Book ReviewTrue Love

Reviewer's Rating: 
3
Don't you hate a fence sitter, and yet, this is where this book falls, not bad but not great.
Author: 
Publisher: 
Ballantine Books, 2013
Synopsis: 

BOOK ONE: THE NANTUCKET BRIDES TRILOGY. Just as Alix Madsen is finishing up architecture school, Adelaide Kingsley dies and wills her, for one year, the use of a charming nineteenth-century Nantucket house.  The elderly woman's relationship to the Madsen family is a mystery to the spirited Alix-fresh from a romantic breakup-but for reasons of her own Alix accepts the quirky bequest, in part because it gives her time to plan her best friends' storybook wedding.

But unseen forces move behind the scenes, creaking Kingsley House's ancient floorboards.  It seems that Adelaide Kingsley had a rather specific task for Alix: to solve the strange disappearance of one of the Kingsley women, Valentina, more than two hundred years ago.  If that wasn't troubling enough, Alix must deal with the arrogant (and extremely good-looking) architect Jared Montgomery, who is living in the property's guesthouse.

With a glorious Nantucket wedding on the horizon, sparks fly, and the ghosts of the past begin to reveal themselves-some literally.  Finding their lives inextricably entwined with the turbulent fortunes of their ancestors, Alix and Jared discover that only by righting the wrongs of the past can they hope to be together.


I grabbed this book eagerly off the New Arrivals shelf of the Elmvale Library because it was big, promised a good mystery, and hey - who doesn't want to inherit a house in an idyllic setting?  Yes, it's the stuff of fiction, but that's exactly why we read it!

Initially, this book plays like a genre romance.  Boy is disgruntled at girl before he even meets her, girl is unsuspecting and thus understandably ticked off by a cool reception upon arrival at her inherited home.  It's a classic cat and dog fight which is always entertaining to read.  But after our boy and girl work out their differences and fall for each other they are woven into a mystery.

Jude is a romance writer but I have to say not such a great mystery writer.  The mystery component felt weak, played out weak and sadly, ended weak.  It is the mystery itself that brings my rating down from a good candidate 4 to a ho hum 3.

Mud slinging out of the way, there is a silver lining to the cloud that hangs over this book.  Jude is planning a three book series and needed to boost up her minor characters in the spotlight of this first book to set up their storylines in further novels.  She does a good job of this - each girl has her nemesis all lined up and primed to go (and one of them is a prince - sigh, swoon, sign me up!).  If Jude can leave the mysteries by the wayside and focus solely on the romance writing, I can easily see a 4 in her future ratings.  For sure, my fingers are crossed!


- _WHAT TO PRODUCE_
The required output is all lines below that contain the word "tick".

- _GIVEN INFORMATION_
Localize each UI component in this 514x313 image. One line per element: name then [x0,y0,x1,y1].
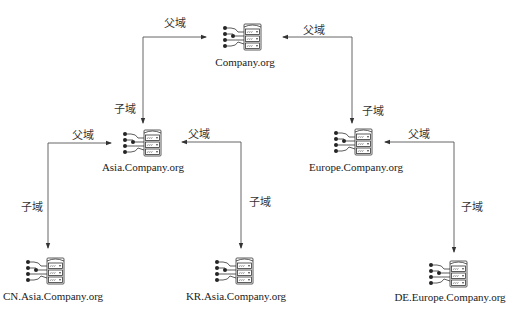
edge-label-child: 子域 [21,198,43,214]
edge-label-parent: 父域 [188,125,210,141]
node-label-cn: CN.Asia.Company.org [3,290,103,302]
edge-de-europe [385,142,454,252]
edge-label-child: 子域 [249,193,271,209]
edge-label-parent: 父域 [72,126,94,142]
node-label-europe: Europe.Company.org [309,161,403,173]
edge-asia-root [143,37,206,123]
node-label-de: DE.Europe.Company.org [394,291,505,303]
edge-label-child: 子域 [114,100,136,116]
server-network-icon [222,22,264,52]
edge-label-parent: 父域 [408,125,430,141]
node-label-company-org: Company.org [215,56,274,68]
node-label-kr: KR.Asia.Company.org [186,290,286,302]
server-network-icon [214,256,256,286]
server-network-icon [25,256,67,286]
edge-label-child: 子域 [362,102,384,118]
edge-kr-asia [182,142,241,248]
edge-label-parent: 父域 [303,21,325,37]
server-network-icon [122,128,164,158]
server-network-icon [333,127,375,157]
edge-label-parent: 父域 [164,14,186,30]
edge-europe-root [283,37,352,123]
server-network-icon [428,259,470,289]
edge-label-child: 子域 [461,198,483,214]
edge-cn-asia [48,143,111,248]
domain-tree-diagram: 父域 子域 父域 子域 父域 子域 父域 子域 父域 子域 Company.or… [0,0,514,313]
node-label-asia: Asia.Company.org [102,161,184,173]
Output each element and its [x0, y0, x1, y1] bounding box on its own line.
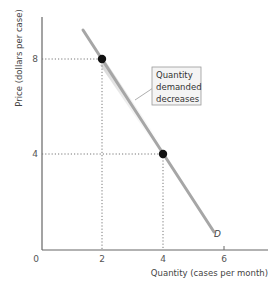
x-tick-label-4: 4 [160, 254, 166, 264]
annotation-line-2: demanded [156, 82, 202, 92]
curve-label-d: D [214, 229, 221, 239]
x-axis-label: Quantity (cases per month) [151, 268, 268, 278]
y-tick-label-8: 8 [32, 54, 38, 64]
y-tick-label-4: 4 [32, 149, 38, 159]
point-q4-p4 [159, 150, 167, 158]
annotation-line-1: Quantity [156, 70, 193, 80]
annotation-leader [135, 88, 153, 100]
x-tick-label-6: 6 [221, 254, 227, 264]
demand-chart: Quantity demanded decreases D 0 2 4 6 8 … [0, 0, 280, 289]
point-q2-p8 [98, 55, 106, 63]
annotation-line-3: decreases [156, 94, 200, 104]
origin-label: 0 [33, 254, 39, 264]
x-tick-label-2: 2 [99, 254, 105, 264]
y-axis-label: Price (dollars per case) [14, 9, 24, 107]
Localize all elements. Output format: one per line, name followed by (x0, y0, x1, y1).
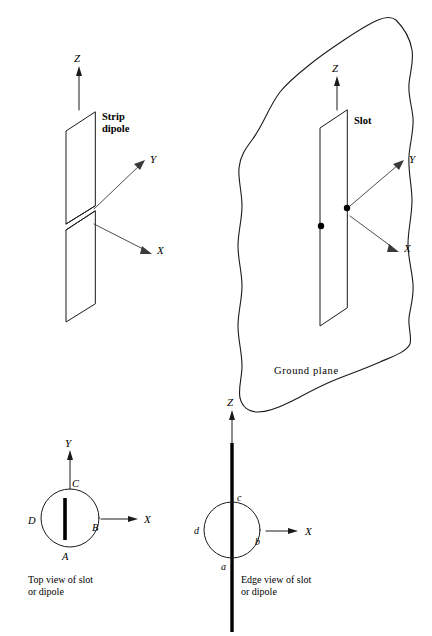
edge-view-point-a-label: a (221, 561, 226, 572)
slot-x-axis (350, 216, 399, 252)
edge-view-x-axis-label: X (304, 525, 313, 537)
strip-dipole-gap-edge-lower (66, 211, 95, 230)
panel-edge-view: Z X c b a d Edge view of slot or dipole (194, 396, 313, 632)
top-view-y-axis-label: Y (65, 437, 73, 449)
top-view-point-b-label: B (92, 522, 99, 533)
slot-y-axis (350, 160, 404, 206)
top-view-x-axis (101, 516, 138, 522)
edge-view-caption-line2: or dipole (241, 586, 277, 597)
strip-dipole-y-axis (94, 160, 145, 209)
slot-feed-point-front (344, 205, 350, 211)
edge-view-x-axis (266, 528, 298, 534)
strip-dipole-x-axis-label: X (156, 244, 165, 256)
edge-view-point-c-label: c (237, 492, 242, 503)
panel-slot-ground-plane: Z Slot Y X Ground plane (238, 17, 417, 412)
slot-y-axis-label: Y (409, 153, 417, 165)
edge-view-point-b-label: b (255, 536, 260, 547)
slot-x-axis-label: X (403, 242, 412, 254)
top-view-x-axis-label: X (143, 513, 152, 525)
antenna-figure: Z Strip dipole Y X (0, 0, 432, 636)
top-view-point-a-label: A (61, 551, 69, 562)
slot-z-axis-label: Z (332, 62, 339, 74)
edge-view-caption-line1: Edge view of slot (241, 574, 311, 585)
slot-title: Slot (354, 115, 372, 126)
edge-view-z-axis-label: Z (227, 396, 234, 408)
ground-plane-label: Ground plane (274, 365, 339, 376)
panel-strip-dipole: Z Strip dipole Y X (66, 52, 165, 322)
top-view-caption-line1: Top view of slot (28, 574, 93, 585)
strip-dipole-x-axis (94, 224, 152, 254)
slot-feed-point-back (318, 223, 324, 229)
top-view-caption-line2: or dipole (28, 586, 64, 597)
strip-dipole-z-axis-label: Z (74, 52, 81, 64)
strip-dipole-title-line1: Strip (102, 111, 125, 122)
strip-dipole-gap-edge-upper (66, 206, 95, 224)
edge-view-z-axis (229, 410, 235, 443)
edge-view-point-d-label: d (194, 525, 200, 536)
strip-dipole-z-axis (76, 66, 82, 110)
slot-z-axis (334, 76, 340, 110)
panel-top-view: Y X C B A D Top view of slot or dipole (27, 437, 152, 597)
strip-dipole-upper-plate (66, 112, 95, 224)
ground-plane-outline (238, 17, 413, 412)
strip-dipole-y-axis-label: Y (150, 153, 158, 165)
strip-dipole-title-line2: dipole (102, 123, 130, 134)
top-view-circle (41, 489, 99, 547)
slot-aperture (320, 110, 347, 326)
top-view-point-c-label: C (72, 478, 80, 489)
top-view-point-d-label: D (27, 515, 36, 526)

- _EXERCISE OUTPUT_
x-tick-label-4: 4 [160, 254, 166, 264]
y-tick-label-8: 8 [32, 54, 38, 64]
y-tick-label-4: 4 [32, 149, 38, 159]
x-tick-label-6: 6 [221, 254, 227, 264]
x-tick-label-2: 2 [99, 254, 105, 264]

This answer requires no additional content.